On the Ideological Functions of Old Chosŏn in the Modern Koreas Today
Recorded: April 11, 2025
Event: Whither Global Antiquity? Retrospection and Future Directions
Citation: Logie, Andrew. “On the Ideological Functions of Old Chosŏn in the Modern Koreas Today,” Global Antiquity: Whither Global Antiquity (April 11, 2025).
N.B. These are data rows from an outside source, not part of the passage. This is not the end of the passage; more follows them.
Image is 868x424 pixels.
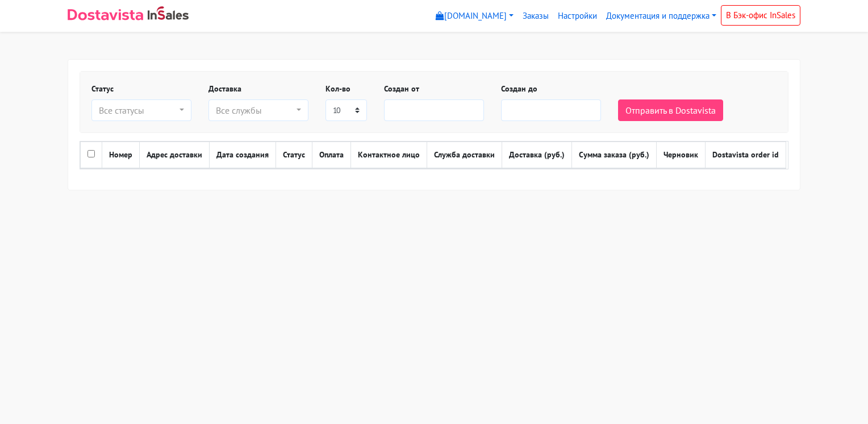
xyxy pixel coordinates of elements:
[325,83,350,95] label: Кол-во
[102,142,140,169] th: Номер
[721,5,801,26] a: В Бэк-офис InSales
[148,6,189,20] img: InSales
[501,83,538,95] label: Создан до
[518,5,554,28] a: Заказы
[216,103,294,117] div: Все службы
[351,142,427,169] th: Контактное лицо
[208,83,241,95] label: Доставка
[618,99,723,121] button: Отправить в Dostavista
[431,5,518,28] a: [DOMAIN_NAME]
[276,142,312,169] th: Статус
[99,103,177,117] div: Все статусы
[140,142,210,169] th: Адрес доставки
[602,5,721,28] a: Документация и поддержка
[208,99,309,121] button: Все службы
[657,142,706,169] th: Черновик
[67,9,143,21] img: Dostavista - срочная курьерская служба доставки
[706,142,787,169] th: Dostavista order id
[312,142,351,169] th: Оплата
[92,83,114,95] label: Статус
[427,142,502,169] th: Служба доставки
[92,99,191,121] button: Все статусы
[210,142,276,169] th: Дата создания
[572,142,657,169] th: Сумма заказа (руб.)
[554,5,602,28] a: Настройки
[384,83,420,95] label: Создан от
[502,142,572,169] th: Доставка (руб.)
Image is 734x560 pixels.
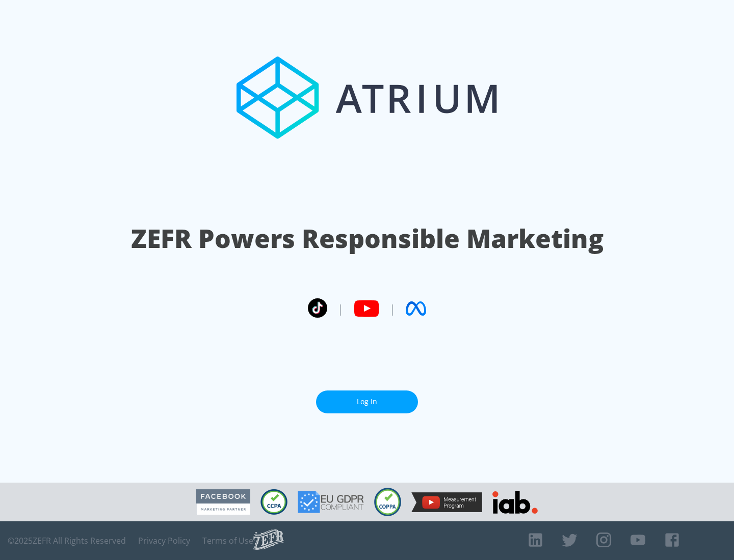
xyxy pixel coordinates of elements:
h1: ZEFR Powers Responsible Marketing [131,221,603,256]
img: COPPA Compliant [374,488,401,516]
span: | [337,301,344,316]
span: © 2025 ZEFR All Rights Reserved [8,536,126,546]
a: Terms of Use [202,536,253,546]
a: Privacy Policy [138,536,190,546]
img: GDPR Compliant [297,491,364,513]
span: | [390,301,396,316]
a: Log In [315,391,418,414]
img: IAB [493,491,538,514]
img: CCPA Compliant [260,489,287,515]
img: Facebook Marketing Partner [196,489,250,515]
img: YouTube Measurement Program [411,492,482,512]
by Andrew Logie (University of Helsinki)
In discourses of early northeast Asia, the polity of Old Chosŏn possesses two distinct yet closely entangled dimensions. One is the fact of an actual (proto-)historical entity attested for the 3rd–2nd centuries BCE and thought to have been located between modern Liaoning Province and northern Korea. The other is a broader ideological understanding that, since the thirteenth century CE through to the present, has elevated and reified Old Chosŏn as the “first state” in Korean history, according to it a mythological foundation projected back between 2333 and 3000 BCE. Today, this ideological aspect of Old Chosŏn functions as the mainstream understanding in which all citizens of Korea—including historians and archaeologists—are socialized. In popular discourse, the tension between Old Chosŏn’s paramount status as national ideology and the narrower historical understanding is exploited by advocates of pseudohistory to discredit professional scholarship, and as a legitimizing gateway to more exaggerated claims of ancient empire. In more nuanced ways, the ideological understanding also influences professional scholarship itself, which looks to the Bronze Age archaeology of Liaoning to understand the “origins” of Korea. This paper outlines the functions and entanglements of Old Chosŏn at the intersection of (proto-)history and ideology across the following spheres: national ideology and public history, scholarship and archaeology, and pseudohistory. I finish with a tentative comparison of the status of Old Chosŏn in Korea with that of Suvarṇabhūmi (the Golden Land) in Thailand. Proposing them as “ideological charters,” I highlight both their enabling and impeding functions to scholarship.
About the Speaker
Andrew Logie is an associate professor in Korean Studies at the University of Helsinki. Exploring narratives of the past, his research encompasses five areas: archaeological analysis of early Korea and Asia from late prehistory to early states; popular discourses of early Korea and Asia focusing on pseudohistory; comparative approaches to early Korea and Mainland Southeast Asia; Korean new religion; and Korean popular music history. Andrew teaches widely on modern and contemporary Korea focusing on social and cultural history.